The base at Gayari, where the avalanche hit, sits at about 15,000 feet, near a border where thousands of Pakistani and Indian troops stand guard across a no man’s land at elevations up to 22,000 feet. The Siachen Glacier often is called the highest battlefield on Earth.
-Richard Leiby, “Himalayan avalanche buried scores of Pakistani troops, army says,” Washington Post, April 7, 2007.
Something about this phrasing – despite the tragedy of the situation – inspires wonder and awe. The fact that I’m captivated by it is a reminder that I’m still a nerd, which I appreciate. There’s a cinematic quality to it; an air of futility as well. It’s akin to spacefaring battles, or a war on the moon. An alien, inhospitable landscape that men are willing to die for.
This reflects my own tastes more than anything, but much writing on India and/or Pakistan, though especially the former, seems to take place in the teeming cities or lush semi-jungle areas.
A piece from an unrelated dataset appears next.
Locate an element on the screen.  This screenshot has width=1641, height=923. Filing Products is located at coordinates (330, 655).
But there’s a very distinct subcurrent in military-related fiction and literature set in the mountains and passes. Think General Raj-Singh, the Tiger of Delhi. Or a temporary safehouse in Himachel Pradesh. 10th Mountain: there may be hope for you yet.
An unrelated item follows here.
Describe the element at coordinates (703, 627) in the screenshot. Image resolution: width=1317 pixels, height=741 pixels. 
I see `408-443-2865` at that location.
Of course, it helps that I can’t help but be reminded of the epic, climactic “War of the Asuras” in Kim Stanley Robinson’s The Years of Rice and Salt (it should be fairly obvious why):
Their task now was to blast the defenses away and go south through that pass, down to some level below this floor of the universe. The pass to India, supposedly. Gate to a lower realm. Very well defended, of course.
The “Muslims” defending it remained invisible, always over the great snowy mass of granite peaks, greater than any mountains on earth could be, asura mountains, and the big guns brought to bear on them, asura guns. Never had it been so clear to Bai that they had gotten caught up in some bigger war, dying by the millions for some cause not their own. Ice and black rock fangs touched the ceiling of stars, snow banners streamed on the monsoon wind away from the peaks, merging with the Milky Way, at sunset becoming asura flames blowing horizontally, as if the realm of the asuras stood perpendicularly to their own, another reason perhaps that their puny imitation battles were always so hopelessly askew.
The Muslims’ big guns were on the south side of the range, they never even heard them. Their shells whistled over the stars, leaving white rainbow frost trails on the black sky. The majority of these shells landed on the massive white mountain to the east of the huge pass, blasting it with one stupendous explosion after another, as if the Muslims had gone crazy and declared war on the rocks of the Earth.